Action item: Beginning with the line that contains "Identify the location", restate each line below through the final one exactly, and exclude the pictures.

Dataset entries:
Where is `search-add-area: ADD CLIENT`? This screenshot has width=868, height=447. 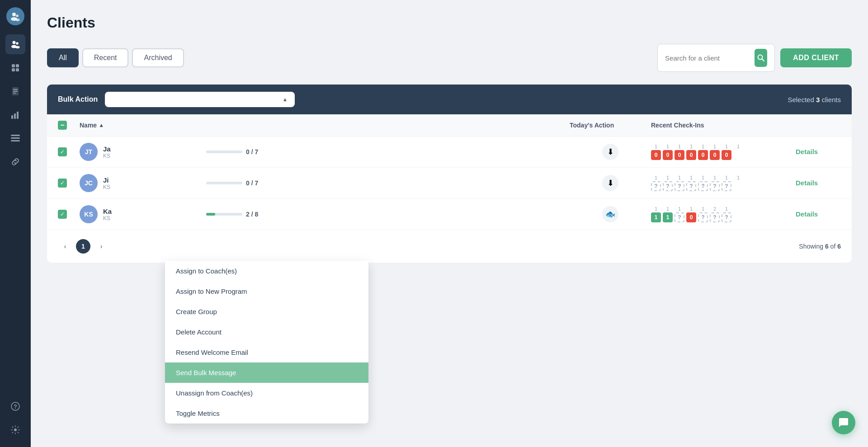 search-add-area: ADD CLIENT is located at coordinates (755, 58).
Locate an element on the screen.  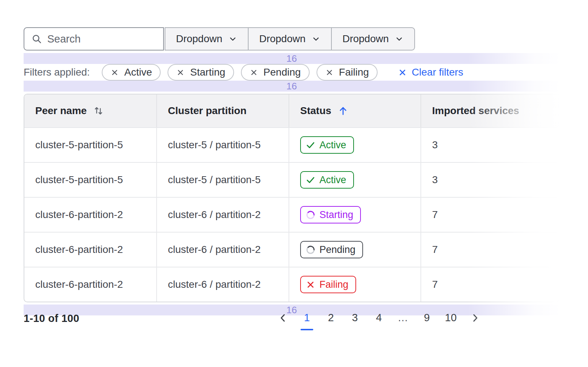
clear-filters-label: Clear filters is located at coordinates (438, 72).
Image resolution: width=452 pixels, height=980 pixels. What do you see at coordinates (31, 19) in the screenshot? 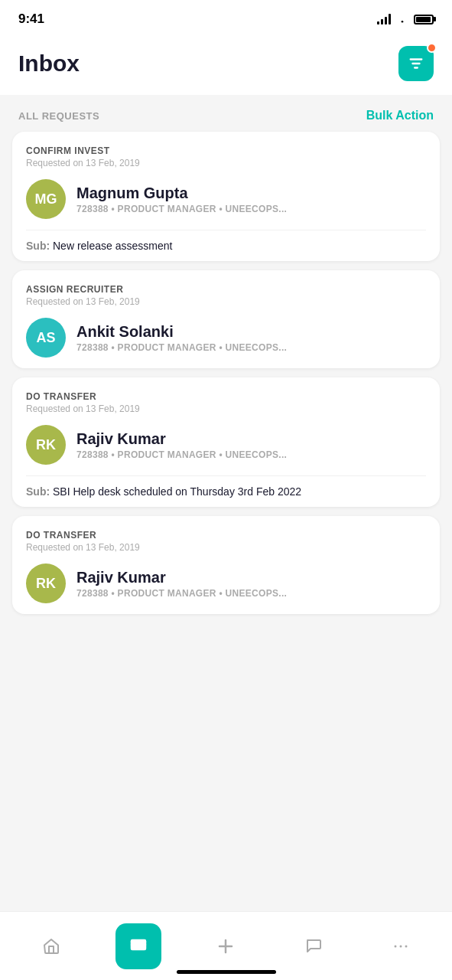
I see `status-time: 9:41` at bounding box center [31, 19].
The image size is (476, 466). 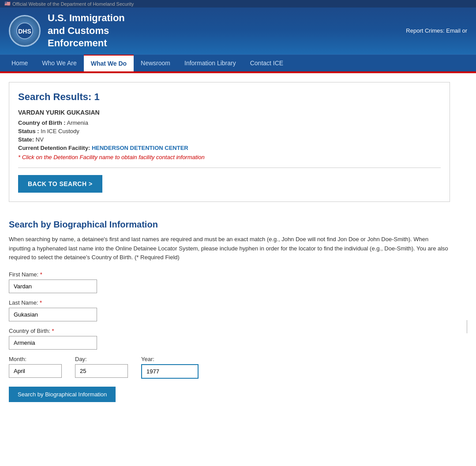 What do you see at coordinates (170, 359) in the screenshot?
I see `year-label: Year:` at bounding box center [170, 359].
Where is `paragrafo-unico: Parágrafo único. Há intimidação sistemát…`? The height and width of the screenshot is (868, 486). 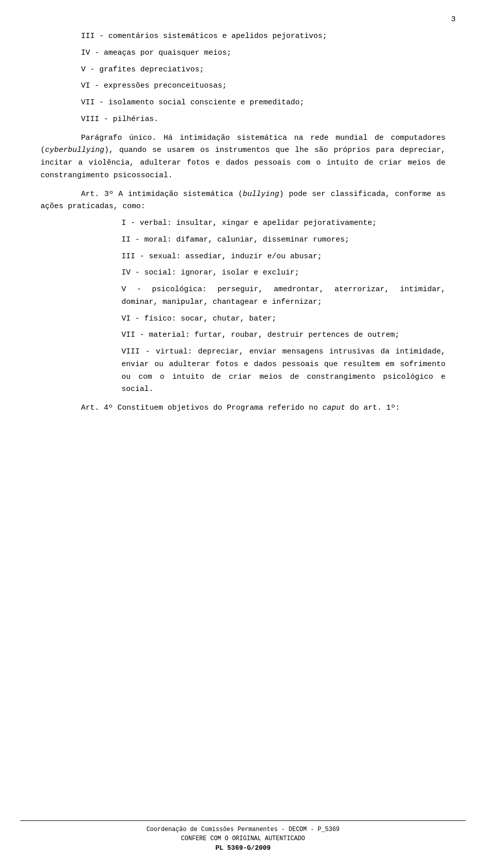 paragrafo-unico: Parágrafo único. Há intimidação sistemát… is located at coordinates (243, 157).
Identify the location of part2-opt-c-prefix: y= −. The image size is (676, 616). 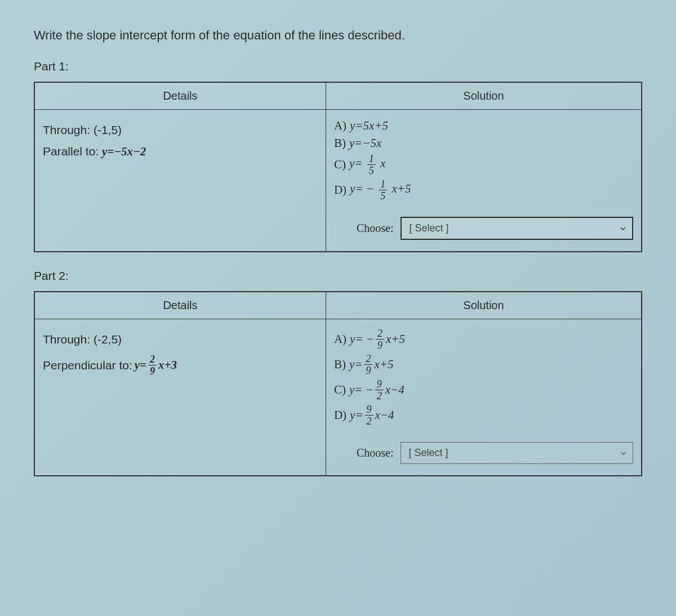
(362, 390).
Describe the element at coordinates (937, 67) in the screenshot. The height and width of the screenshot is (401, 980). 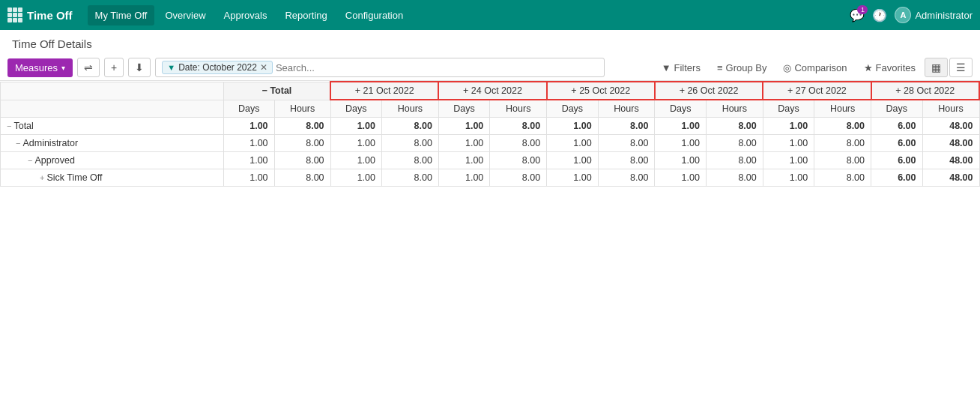
I see `grid-view-button: ▦` at that location.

Output for this exercise:
Identify the location of part2-opt-c-prefix: y= −. The image size is (676, 616). 
(362, 390).
Describe the element at coordinates (937, 67) in the screenshot. The height and width of the screenshot is (401, 980). 
I see `grid-view-button: ▦` at that location.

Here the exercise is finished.